We are enabled to follow the next succeeding stages of the art in the old world. From the representation of mere absolute things or acts, to the representation of moral qualities, the chasm was immense; and yet its passage was effected. Such ideas as God-the soul-love-hate-seem incapable of being expressed in writing by an iconographic process; and yet their expression was accomplished by different nations, and, at different epochs, by signs peculiar to

each people, according to its conception of such abstract ideas. To explain the mode by which this addition to the powers of sign-writing was effected, let us only consider the word soul.

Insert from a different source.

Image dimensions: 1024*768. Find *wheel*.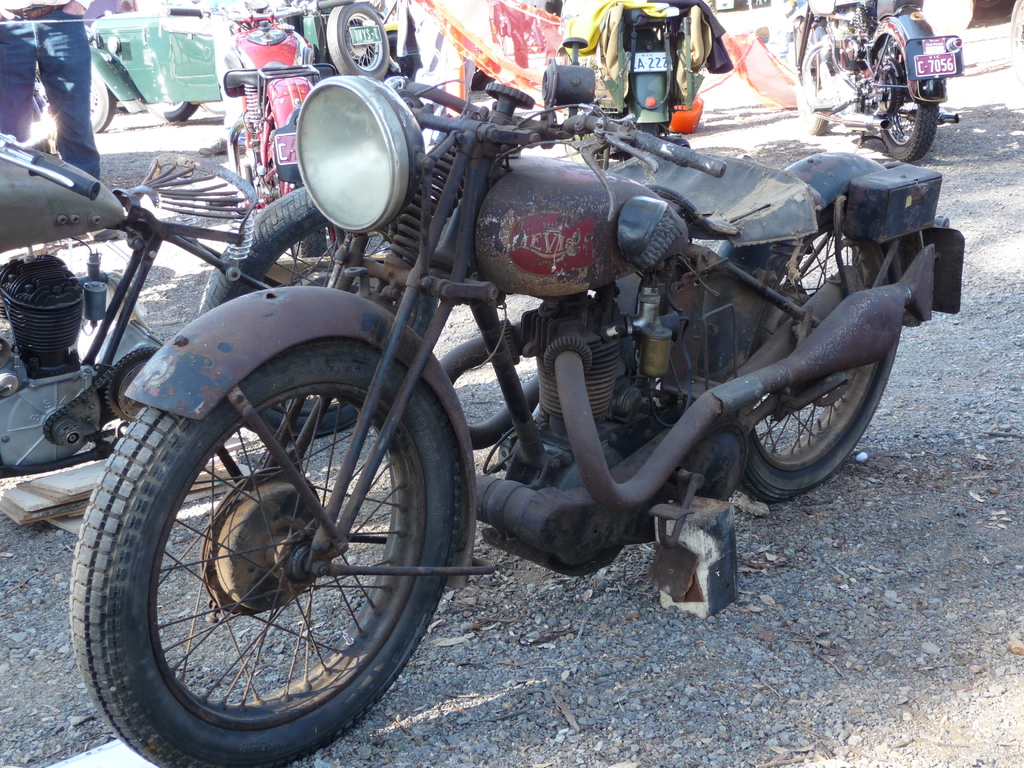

With nations who considered that the principle of life was scated in the heart, it is easy to conceive that the figure of a heart would well represent the idea of the soul; while in other countries, with other creeds, the character or image would vary both in form and intricacy, according to influencing circumstances. But it may be seen by that single illustration how rapidly the capacity of writing, as a medium of expressing thought, must have expanded after the invention of the first symbolic signs of that description, which at once greatly enlarged the scope of expression, as they extended even to the notation of such abstract sentiments as justice, truth, &c. &c., to be alluded to hereafter in detail.

Another difficulty next arose, but not immediately, for we must allow long periods for the full development of each phase of this extraordinary art. The new impediment occurred when the increasing intercommunication of nations rendered it necessary to transcribe foreign names of persons and countries. The names of persons speaking a different language, and which names did not convey any meaning to the ears of the people whose progress we are watching, could not be represented by any of the iconographic or ideographic signs in use. Such names were, to the people we are speaking of, mere sounds, and could only be expressed phonetically, that is, by signs capable of expressing sound, which none of the previous iconographs or ideographs pretended to do; the new difficulty was, however, overcome, and the first attempt at expressing sound by a sign was effected by selecting signs representing things, the names of which, in the spoken language of the native people resembled the sound of the foreign name. Thus, though an image of a lion might represent, in iconographic writing, either a positive lion, or symbolically express strength, and though a figure of the sun might represent either the sun itself, or general light, yet, if the native names of those two things happened to resemble the foreign name they sought to express, they would use these iconographs combined, for the purpose of expressing that name; and, in order to denote their deviation from their ordinary use, they would place the figure of a man behind and before them, which served to signify their application to a proper name, and also to detach the new combination from the adjoining groups of true iconographs.

This was the first step towards a real alphabet of phonetic or sound-describing letters; for the use of those two characters were thenceforward confirmed as expressing, when required, particular sounds; and as they were gradually modified in form, to facilitate the act of writing them, they became eventually neither more nor less than actual letters, like our A, B, or C. Thus, the growth of an alphabet, simple and complete as ours now appears, was the slow result of successive ages of improvement, and of the succeeding efforts of nation after nation, during a long series of generations.